Power plan

A key approval received this week moves a much-needed Kansas electrical transmission line closer to reality.

When Westar officials visited the Journal-World recently, they brought a map of existing electricity transmission lines in the state. The heaviest concentration of lines logically is where population is most dense, in the eastern third of the state. Another major line runs from north to south through Finney County, where it intersects with a shorter line that goes west to the Colorado border and east to the large wind farm at Spearville.

But between Spearville and Wichita lies a transmission gap that is a major impediment to additional wind power development in the state. The need to close that gap is obvious, and the fact that plans to do just that took a major step forward this week is welcome news.

It’s called the Kansas V-Plan because the proposed line forms a V that runs from Spearville south to the Oklahoma border then back up to Wichita. At both points the double-circuit, 345-kilovolt line will be able to connect to other transmission lines that will carry power to customers across Kansas and into surrounding states. The new line is a critical piece of the state’s plans to capitalize on its wind power generation potential.

On Tuesday, plans to build the line and share the costs were approved by the Southwest Power Pool, which oversees transmission lines in a nine-state area. The line is a project of Westar Energy and Electric Transmission America but because it will hook into other lines and benefit a much broader area, the approved plan would spread the costs of building the line among the states that are members of the Southwest Power Pool. The plan now goes to the Federal Energy Regulatory Commission, which is expected to give it final approval.

Gov. Mark Parkinson, who is a huge fan of increased wind power in the state, has said completion of this transmission line is as important to the state’s economy as gaining National Cancer Center status for the Kansas University Medical Center or construction of the National Bio and Agro-Defense Facility in Manhattan. It is especially critical to the western part of the state, which desperately needs the economic boost that expanded wind power can provide. Wind is something that western Kansas has in abundance, but it does no good to produce electricity if it can’t be moved to consumers in more populous areas.

Because the wind, even in Kansas, is unpredictable, wind power has limitations as an energy source, but Westar’s strategic plan indicates that advances in the size and efficiency of wind turbines have increased confidence in wind energy’s future role in the state.

The hope of many is that wind power not only can be a source of clean, renewable energy for Kansas but can provide an important new export for the state. The new transmission line that moved toward approval this week is a big step toward that goal.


• YOUR INSTRUCTIONS: Drop every picture and give the entries back exactly.

##### RECORDS SUPPLIED #####

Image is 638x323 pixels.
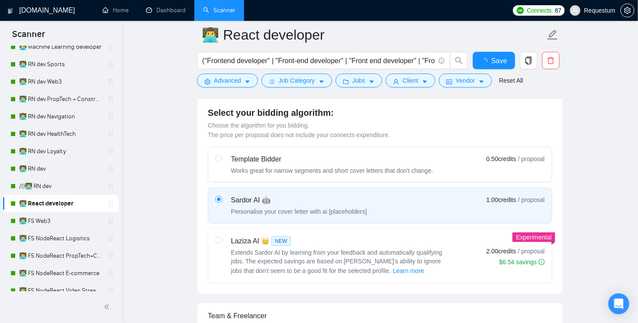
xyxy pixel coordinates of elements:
[208,122,390,139] span: Choose the algorithm for you bidding. The price per proposal does not include your connects expen...
[272,237,291,246] span: NEW
[107,148,114,155] span: holder
[555,6,561,15] span: 87
[518,247,545,256] span: / proposal
[231,195,367,206] div: Sardor AI 🤖
[202,24,545,46] input: Scanner name...
[19,143,102,160] a: 👨‍💻 RN dev Loyalty
[527,6,553,15] span: Connects:
[319,78,325,85] span: caret-down
[403,76,418,85] span: Client
[261,236,270,247] span: 👑
[393,266,424,276] span: Learn more
[369,78,375,85] span: caret-down
[107,78,114,85] span: holder
[520,57,537,65] span: copy
[231,207,367,216] div: Personalise your cover letter with ai [placeholders]
[231,249,442,275] span: Extends Sardor AI by learning from your feedback and automatically qualifying jobs. The expected ...
[146,7,186,14] a: dashboardDashboard
[7,4,14,18] img: logo
[450,52,468,69] button: search
[5,28,52,46] span: Scanner
[19,178,102,195] a: /()👨‍💻 RN dev
[269,78,275,85] span: bars
[19,126,102,143] a: 👨‍💻 RN dev HealthTech
[107,235,114,242] span: holder
[451,57,467,65] span: search
[107,270,114,277] span: holder
[107,253,114,260] span: holder
[486,195,516,205] span: 1.00 credits
[107,96,114,103] span: holder
[516,234,552,241] span: Experimental
[102,7,129,14] a: homeHome
[19,248,102,265] a: 👨‍💻 FS NodeReact PropTech+CRM+ERP
[621,7,634,14] span: setting
[353,76,366,85] span: Jobs
[572,7,578,14] span: user
[486,154,516,164] span: 0.50 credits
[439,74,492,88] button: idcardVendorcaret-down
[19,213,102,230] a: 👨‍💻 FS Web3
[343,78,349,85] span: folder
[202,55,435,66] input: Search Freelance Jobs...
[386,74,435,88] button: userClientcaret-down
[336,74,383,88] button: folderJobscaret-down
[19,91,102,108] a: 👨‍💻 RN dev PropTech + Construction
[520,52,537,69] button: copy
[518,155,545,163] span: / proposal
[19,230,102,248] a: 👨‍💻 FS NodeReact Logistics
[486,247,516,256] span: 2.00 credits
[107,113,114,120] span: holder
[19,108,102,126] a: 👨‍💻 RN dev Navigation
[244,78,251,85] span: caret-down
[19,38,102,56] a: 👨‍💻 Machine Learning developer
[446,78,452,85] span: idcard
[621,7,635,14] a: setting
[473,52,515,69] button: Save
[547,29,558,41] span: edit
[197,74,258,88] button: settingAdvancedcaret-down
[107,183,114,190] span: holder
[499,258,545,267] div: $6.54 savings
[517,7,524,14] img: upwork-logo.png
[19,160,102,178] a: 👨‍💻 RN dev
[542,52,560,69] button: delete
[19,282,102,300] a: 👨‍💻 FS NodeReact Video Streaming
[393,266,425,276] button: Laziza AI NEWExtends Sardor AI by learning from your feedback and automatically qualifying jobs. ...
[543,57,559,65] span: delete
[422,78,428,85] span: caret-down
[393,78,399,85] span: user
[107,61,114,68] span: holder
[608,294,629,315] div: Open Intercom Messenger
[19,195,102,213] a: 👨‍💻 React developer
[107,131,114,138] span: holder
[481,58,491,65] span: loading
[261,74,332,88] button: barsJob Categorycaret-down
[203,7,235,14] a: searchScanner
[208,107,552,119] h4: Select your bidding algorithm:
[19,56,102,73] a: 👨‍💻 RN dev Sports
[231,236,449,247] div: Laziza AI
[539,259,545,265] span: info-circle
[456,76,475,85] span: Vendor
[204,78,211,85] span: setting
[621,3,635,17] button: setting
[231,154,433,165] div: Template Bidder
[439,58,445,64] span: info-circle
[479,78,485,85] span: caret-down
[518,196,545,204] span: / proposal
[104,303,112,312] span: double-left
[278,76,315,85] span: Job Category
[499,76,523,85] a: Reset All
[19,73,102,91] a: 👨‍💻 RN dev Web3
[19,265,102,282] a: 👨‍💻 FS NodeReact E-commerce
[107,288,114,295] span: holder
[231,166,433,175] div: Works great for narrow segments and short cover letters that don't change.
[107,200,114,207] span: holder
[107,44,114,51] span: holder
[107,166,114,173] span: holder
[491,55,507,66] span: Save
[214,76,241,85] span: Advanced
[107,218,114,225] span: holder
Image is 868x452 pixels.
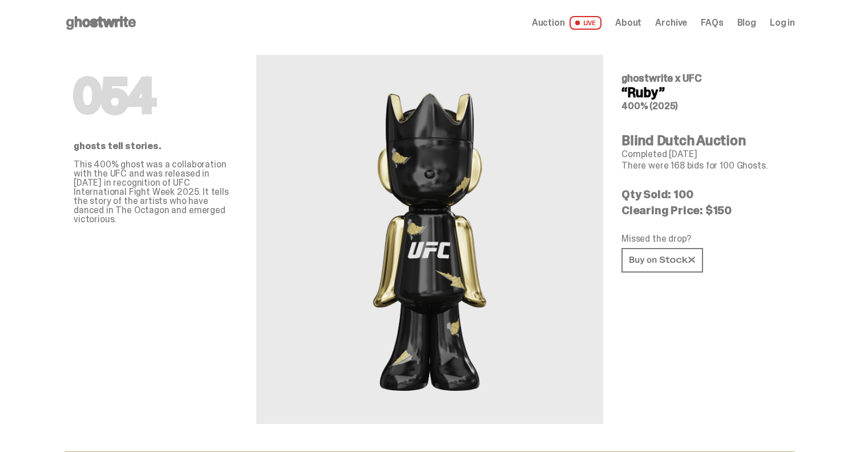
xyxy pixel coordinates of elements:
[621,72,702,85] span: ghostwrite x UFC
[73,73,238,119] h1: 054
[621,205,786,216] p: Clearing Price: $150
[621,188,786,200] p: Qty Sold: 100
[738,18,756,28] a: Blog
[362,82,498,396] img: UFC&ldquo;Ruby&rdquo;
[621,161,786,170] p: There were 168 bids for 100 Ghosts.
[770,18,795,28] a: Log in
[570,16,602,30] span: LIVE
[615,18,641,28] a: About
[621,134,786,148] h4: Blind Dutch Auction
[655,18,687,28] a: Archive
[701,18,723,28] a: FAQs
[532,18,565,28] span: Auction
[621,100,678,112] span: 400% (2025)
[73,160,238,224] p: This 400% ghost was a collaboration with the UFC and was released in [DATE] in recognition of UFC...
[73,142,238,151] p: ghosts tell stories.
[532,16,601,30] a: Auction LIVE
[621,86,786,99] h4: “Ruby”
[621,150,786,159] p: Completed [DATE]
[621,234,786,243] p: Missed the drop?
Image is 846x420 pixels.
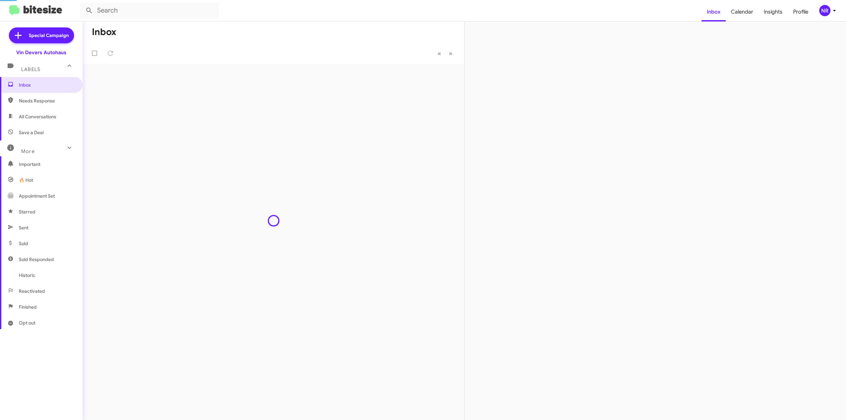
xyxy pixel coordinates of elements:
span: Finished [19,304,37,310]
span: Needs Response [19,98,75,104]
a: Profile [788,2,814,21]
a: Calendar [726,2,759,21]
span: » [449,49,453,58]
div: NR [820,5,831,16]
div: Vin Devers Autohaus [16,49,66,56]
span: All Conversations [19,113,56,120]
nav: Page navigation example [434,47,457,60]
span: More [21,148,35,154]
a: Insights [759,2,788,21]
span: Starred [19,209,35,215]
h1: Inbox [92,27,116,37]
span: Sold [19,240,28,247]
span: Inbox [19,82,75,88]
button: Next [445,47,457,60]
span: Special Campaign [29,32,69,39]
span: Important [19,161,75,168]
span: Opt out [19,320,35,326]
span: 🔥 Hot [19,177,33,183]
a: Special Campaign [9,27,74,43]
a: Inbox [702,2,726,21]
span: Historic [19,272,35,279]
span: Sold Responded [19,256,54,263]
button: NR [814,5,839,16]
span: « [438,49,441,58]
span: Labels [21,66,40,72]
button: Previous [434,47,445,60]
span: Reactivated [19,288,45,295]
span: Appointment Set [19,193,55,199]
input: Search [80,3,219,19]
span: Sent [19,224,28,231]
span: Save a Deal [19,129,44,136]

#####

• THE ANSWER:
Image is 638x323 pixels.
xyxy pixel coordinates of elements:
[208,122,390,139] span: Choose the algorithm for you bidding. The price per proposal does not include your connects expen...
[272,237,291,246] span: NEW
[107,148,114,155] span: holder
[555,6,561,15] span: 87
[518,247,545,256] span: / proposal
[231,195,367,206] div: Sardor AI 🤖
[202,24,545,46] input: Scanner name...
[19,143,102,160] a: 👨‍💻 RN dev Loyalty
[527,6,553,15] span: Connects:
[319,78,325,85] span: caret-down
[403,76,418,85] span: Client
[261,236,270,247] span: 👑
[393,266,424,276] span: Learn more
[369,78,375,85] span: caret-down
[107,78,114,85] span: holder
[520,57,537,65] span: copy
[231,207,367,216] div: Personalise your cover letter with ai [placeholders]
[231,249,442,275] span: Extends Sardor AI by learning from your feedback and automatically qualifying jobs. The expected ...
[146,7,186,14] a: dashboardDashboard
[7,4,14,18] img: logo
[450,52,468,69] button: search
[5,28,52,46] span: Scanner
[19,178,102,195] a: /()👨‍💻 RN dev
[269,78,275,85] span: bars
[19,126,102,143] a: 👨‍💻 RN dev HealthTech
[107,235,114,242] span: holder
[451,57,467,65] span: search
[107,270,114,277] span: holder
[107,253,114,260] span: holder
[486,195,516,205] span: 1.00 credits
[107,96,114,103] span: holder
[516,234,552,241] span: Experimental
[102,7,129,14] a: homeHome
[19,248,102,265] a: 👨‍💻 FS NodeReact PropTech+CRM+ERP
[621,7,634,14] span: setting
[353,76,366,85] span: Jobs
[572,7,578,14] span: user
[486,154,516,164] span: 0.50 credits
[439,74,492,88] button: idcardVendorcaret-down
[19,213,102,230] a: 👨‍💻 FS Web3
[343,78,349,85] span: folder
[202,55,435,66] input: Search Freelance Jobs...
[386,74,435,88] button: userClientcaret-down
[336,74,383,88] button: folderJobscaret-down
[19,91,102,108] a: 👨‍💻 RN dev PropTech + Construction
[520,52,537,69] button: copy
[518,155,545,163] span: / proposal
[19,230,102,248] a: 👨‍💻 FS NodeReact Logistics
[486,247,516,256] span: 2.00 credits
[107,113,114,120] span: holder
[19,108,102,126] a: 👨‍💻 RN dev Navigation
[244,78,251,85] span: caret-down
[19,38,102,56] a: 👨‍💻 Machine Learning developer
[446,78,452,85] span: idcard
[621,7,635,14] a: setting
[473,52,515,69] button: Save
[547,29,558,41] span: edit
[197,74,258,88] button: settingAdvancedcaret-down
[107,183,114,190] span: holder
[499,258,545,267] div: $6.54 savings
[517,7,524,14] img: upwork-logo.png
[19,160,102,178] a: 👨‍💻 RN dev
[542,52,560,69] button: delete
[19,282,102,300] a: 👨‍💻 FS NodeReact Video Streaming
[393,266,425,276] button: Laziza AI NEWExtends Sardor AI by learning from your feedback and automatically qualifying jobs. ...
[543,57,559,65] span: delete
[422,78,428,85] span: caret-down
[393,78,399,85] span: user
[107,61,114,68] span: holder
[608,294,629,315] div: Open Intercom Messenger
[19,195,102,213] a: 👨‍💻 React developer
[107,131,114,138] span: holder
[481,58,491,65] span: loading
[261,74,332,88] button: barsJob Categorycaret-down
[203,7,235,14] a: searchScanner
[208,107,552,119] h4: Select your bidding algorithm:
[19,56,102,73] a: 👨‍💻 RN dev Sports
[231,236,449,247] div: Laziza AI
[539,259,545,265] span: info-circle
[456,76,475,85] span: Vendor
[204,78,211,85] span: setting
[621,3,635,17] button: setting
[231,154,433,165] div: Template Bidder
[439,58,445,64] span: info-circle
[479,78,485,85] span: caret-down
[518,196,545,204] span: / proposal
[104,303,112,312] span: double-left
[278,76,315,85] span: Job Category
[499,76,523,85] a: Reset All
[19,73,102,91] a: 👨‍💻 RN dev Web3
[19,265,102,282] a: 👨‍💻 FS NodeReact E-commerce
[107,288,114,295] span: holder
[231,166,433,175] div: Works great for narrow segments and short cover letters that don't change.
[107,200,114,207] span: holder
[107,44,114,51] span: holder
[107,166,114,173] span: holder
[491,55,507,66] span: Save
[214,76,241,85] span: Advanced
[107,218,114,225] span: holder
Image is 868x452 pixels.
xyxy pixel coordinates of elements:
[621,72,702,85] span: ghostwrite x UFC
[73,73,238,119] h1: 054
[621,205,786,216] p: Clearing Price: $150
[621,188,786,200] p: Qty Sold: 100
[738,18,756,28] a: Blog
[362,82,498,396] img: UFC&ldquo;Ruby&rdquo;
[621,161,786,170] p: There were 168 bids for 100 Ghosts.
[770,18,795,28] a: Log in
[570,16,602,30] span: LIVE
[615,18,641,28] a: About
[621,134,786,148] h4: Blind Dutch Auction
[655,18,687,28] a: Archive
[701,18,723,28] a: FAQs
[532,18,565,28] span: Auction
[621,100,678,112] span: 400% (2025)
[73,160,238,224] p: This 400% ghost was a collaboration with the UFC and was released in [DATE] in recognition of UFC...
[73,142,238,151] p: ghosts tell stories.
[532,16,601,30] a: Auction LIVE
[621,86,786,99] h4: “Ruby”
[621,150,786,159] p: Completed [DATE]
[621,234,786,243] p: Missed the drop?
Image is 846x420 pixels.
xyxy pixel coordinates of elements:
span: Finished [19,304,37,310]
span: Needs Response [19,98,75,104]
a: Profile [788,2,814,21]
a: Calendar [726,2,759,21]
span: » [449,49,453,58]
div: NR [820,5,831,16]
div: Vin Devers Autohaus [16,49,66,56]
span: All Conversations [19,113,56,120]
nav: Page navigation example [434,47,457,60]
span: More [21,148,35,154]
a: Insights [759,2,788,21]
span: Starred [19,209,35,215]
h1: Inbox [92,27,116,37]
span: Sold [19,240,28,247]
span: Inbox [19,82,75,88]
button: Next [445,47,457,60]
span: Special Campaign [29,32,69,39]
span: Important [19,161,75,168]
span: Opt out [19,320,35,326]
span: 🔥 Hot [19,177,33,183]
a: Special Campaign [9,27,74,43]
a: Inbox [702,2,726,21]
span: Historic [19,272,35,279]
span: Sold Responded [19,256,54,263]
button: NR [814,5,839,16]
span: « [438,49,441,58]
span: Labels [21,66,40,72]
button: Previous [434,47,445,60]
span: Reactivated [19,288,45,295]
span: Appointment Set [19,193,55,199]
input: Search [80,3,219,19]
span: Sent [19,224,28,231]
span: Save a Deal [19,129,44,136]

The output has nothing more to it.